Former New Jersey Senator and Governor Jon Corzine’s futures brokerage firm MF Global went bankrupt yesterday. In the bankruptcy filing, there are hundreds of millions of dollars missing from client accounts. The speculation is that the firm may have raided client accounts in order to try to survive over the weekend. The bankrupt firm is MF Global’s holding company, and it looks like Corzine’s firm may have converted money from the brokerage firm into the holding company managed by Corzine.
Nobody denies that Corzine’s trading drove the company into bankruptcy. Specifically, he bought European government bonds. He was counting on taxpayer funded bailouts for Italian and Spanish debt. Did he get inside information from the State Department about what was happening (as markets rallied last week) when it looked like a deal to bail out sovereign European debt was coming?
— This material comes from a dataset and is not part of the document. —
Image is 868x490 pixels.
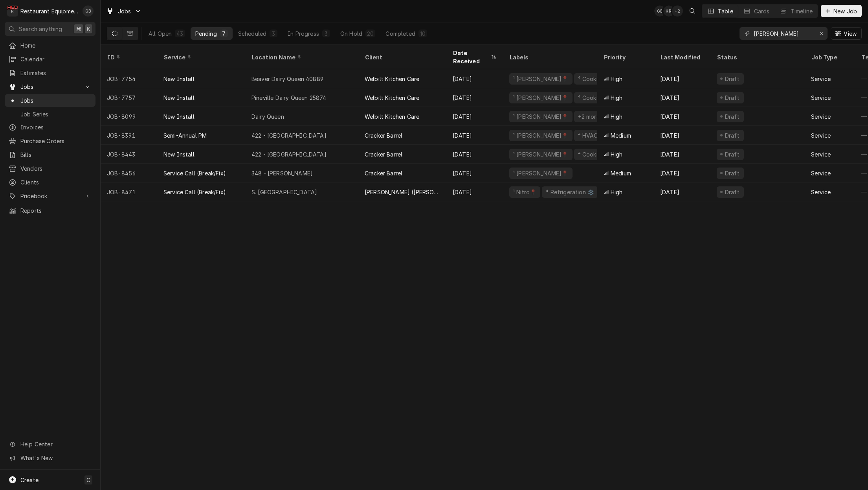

Was he hearing from former Senate Banking committee staff on the status of sovereign debt negotiations?
And where is the media coverage of Corzine’s shady dealing? There is no mention of the raiding of client accounts at the Washington Post (as of now) and this New York Times story (updated last night at 10p.m.) bends over backwards to mitigate any potential wrongdoing by Corzine or his firm.
Had a prominent Republican headed a company driven into bankruptcy by shady risk taking, had a prominent Republican run a brokerage company where hundreds of millions of dollars of client money went missing overnight, we’d never hear the end of it. Congressman Barney Frank would be complaining on MSNBC. The Occupy Wall Street Crowd would descend on the home of the accused. The SEIU would be hastily renting buses for their mob.
But in this age of Alinsky-activism, some wrongdoers are more equal than others. And the activists aren’t likely to demonize and tear apart a New Jersey Democrat friend.